The influx of these complicated men overshadowed whatever compelling female characters there were during the era. "Sex and the City" preceded "The Sopranos" and vitally introduced, as Emily Nussbaum pointed out in the New Yorker, "the unacknowledged first female antihero on television, Carrie Bradshaw." Bradshaw and her friends were important in that they were smart, independent, but also deeply flawed women characters in a male-dominated cultural landscape. But by the end of the series, their nuances were ignored and the show was largely dismissed as a mere guilty pleasure -- a frivolous rom-com about rich white women who gossiped and wore expensive clothes.

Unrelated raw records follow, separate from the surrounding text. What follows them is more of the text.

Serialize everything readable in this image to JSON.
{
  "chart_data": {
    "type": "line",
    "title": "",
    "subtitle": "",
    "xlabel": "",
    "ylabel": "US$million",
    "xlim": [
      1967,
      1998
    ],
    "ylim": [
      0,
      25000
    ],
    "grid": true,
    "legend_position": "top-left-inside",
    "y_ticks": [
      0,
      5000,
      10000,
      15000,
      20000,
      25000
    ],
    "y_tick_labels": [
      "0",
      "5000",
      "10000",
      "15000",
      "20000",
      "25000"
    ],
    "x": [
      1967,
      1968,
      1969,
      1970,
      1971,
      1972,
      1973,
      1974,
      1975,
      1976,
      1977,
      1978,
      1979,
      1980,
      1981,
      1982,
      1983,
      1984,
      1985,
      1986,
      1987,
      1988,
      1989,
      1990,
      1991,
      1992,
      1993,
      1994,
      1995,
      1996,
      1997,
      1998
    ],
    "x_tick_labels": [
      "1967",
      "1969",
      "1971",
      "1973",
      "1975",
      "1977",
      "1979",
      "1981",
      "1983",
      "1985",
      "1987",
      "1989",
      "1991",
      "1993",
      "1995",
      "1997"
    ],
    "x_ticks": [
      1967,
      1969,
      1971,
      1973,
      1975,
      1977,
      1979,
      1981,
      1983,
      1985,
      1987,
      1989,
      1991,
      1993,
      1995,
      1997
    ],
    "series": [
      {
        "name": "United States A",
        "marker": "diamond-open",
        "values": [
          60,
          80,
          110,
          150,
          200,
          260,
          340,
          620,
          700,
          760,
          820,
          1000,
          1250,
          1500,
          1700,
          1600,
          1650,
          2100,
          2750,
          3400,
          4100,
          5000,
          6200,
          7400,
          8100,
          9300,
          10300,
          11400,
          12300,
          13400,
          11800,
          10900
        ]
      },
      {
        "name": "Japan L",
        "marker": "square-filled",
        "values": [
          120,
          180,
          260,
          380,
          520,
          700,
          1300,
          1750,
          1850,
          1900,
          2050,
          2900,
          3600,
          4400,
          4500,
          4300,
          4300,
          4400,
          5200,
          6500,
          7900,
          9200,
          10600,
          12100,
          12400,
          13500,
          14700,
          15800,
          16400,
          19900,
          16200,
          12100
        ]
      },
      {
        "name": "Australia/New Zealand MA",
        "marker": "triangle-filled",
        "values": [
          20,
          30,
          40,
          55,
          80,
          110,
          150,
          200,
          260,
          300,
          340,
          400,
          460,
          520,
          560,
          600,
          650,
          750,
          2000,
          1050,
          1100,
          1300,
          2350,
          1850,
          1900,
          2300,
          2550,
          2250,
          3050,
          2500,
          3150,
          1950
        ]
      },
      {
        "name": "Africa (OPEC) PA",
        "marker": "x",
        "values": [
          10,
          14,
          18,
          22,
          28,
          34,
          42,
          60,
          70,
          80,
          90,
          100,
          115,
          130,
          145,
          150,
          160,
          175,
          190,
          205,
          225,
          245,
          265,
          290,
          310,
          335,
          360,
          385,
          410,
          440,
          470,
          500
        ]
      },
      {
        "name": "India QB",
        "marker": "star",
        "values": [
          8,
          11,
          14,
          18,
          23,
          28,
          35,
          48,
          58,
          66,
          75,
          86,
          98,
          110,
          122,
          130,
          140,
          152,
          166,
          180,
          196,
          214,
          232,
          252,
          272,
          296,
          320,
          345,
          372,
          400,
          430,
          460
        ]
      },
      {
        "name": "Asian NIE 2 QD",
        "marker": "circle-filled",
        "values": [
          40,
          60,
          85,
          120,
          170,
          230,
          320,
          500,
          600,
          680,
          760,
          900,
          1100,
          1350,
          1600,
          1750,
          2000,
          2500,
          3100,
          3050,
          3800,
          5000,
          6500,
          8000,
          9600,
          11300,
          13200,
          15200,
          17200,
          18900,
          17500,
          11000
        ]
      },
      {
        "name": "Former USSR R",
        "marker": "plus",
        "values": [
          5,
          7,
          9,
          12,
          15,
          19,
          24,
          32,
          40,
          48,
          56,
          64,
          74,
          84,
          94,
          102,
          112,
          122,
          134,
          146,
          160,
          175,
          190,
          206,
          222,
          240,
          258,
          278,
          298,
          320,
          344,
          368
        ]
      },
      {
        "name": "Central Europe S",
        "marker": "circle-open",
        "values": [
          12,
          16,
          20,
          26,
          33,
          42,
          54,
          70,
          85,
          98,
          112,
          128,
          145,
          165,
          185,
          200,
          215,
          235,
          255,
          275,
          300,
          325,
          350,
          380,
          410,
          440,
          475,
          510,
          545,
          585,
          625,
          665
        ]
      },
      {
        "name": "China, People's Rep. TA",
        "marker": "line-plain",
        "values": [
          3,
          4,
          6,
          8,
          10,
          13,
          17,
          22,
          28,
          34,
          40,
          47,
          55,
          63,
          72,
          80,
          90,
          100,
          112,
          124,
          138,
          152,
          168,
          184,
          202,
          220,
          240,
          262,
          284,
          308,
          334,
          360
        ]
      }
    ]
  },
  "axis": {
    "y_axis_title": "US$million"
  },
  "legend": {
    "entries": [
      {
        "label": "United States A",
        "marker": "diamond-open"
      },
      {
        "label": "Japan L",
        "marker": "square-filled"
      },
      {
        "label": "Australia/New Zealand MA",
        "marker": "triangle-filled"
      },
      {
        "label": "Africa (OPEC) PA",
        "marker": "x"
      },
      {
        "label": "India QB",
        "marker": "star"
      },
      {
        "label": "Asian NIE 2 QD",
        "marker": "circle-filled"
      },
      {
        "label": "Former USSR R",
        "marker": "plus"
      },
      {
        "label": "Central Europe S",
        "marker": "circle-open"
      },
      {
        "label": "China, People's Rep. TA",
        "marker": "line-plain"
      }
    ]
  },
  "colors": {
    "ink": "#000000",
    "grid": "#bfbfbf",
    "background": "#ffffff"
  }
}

For over a decade, the difficult man became the go-to template for networks trying to cash in on ratings and industry accolades. Get a male antihero with questionable morals and motivations. Place in him in a series of spiritual dilemmas. Make it visually stunning, with dense or fast-paced dialogue. Add lots of blood or sex or foul language. If there are any female characters, make them secondary to the main plot, and have their ultimate purpose be to drive the male protagonist's story forward. Voilà: you have a hit, critically-acclaimed show. The template was repeated to varying degrees of success until, barring a few seminal female-centric shows like "Weeds" and "Homeland," all television that was considered "good" television was very male, and very white.

In May, "Mad Men" concluded its seven-year run as the reigning king of the era, but the transition from the all-male, all-white period of quality TV was a gradual one. It began in 2012, with the premiere of "Girls." Lena Dunham's show built upon the "Sex and the City" model -- not so much the fashion and excess, but the female friendships that anchored the lighter externalities. This time, though, the vulnerabilities of the four lead characters were laid bare rather than buried beneath witty one-liners and Jimmy Choos.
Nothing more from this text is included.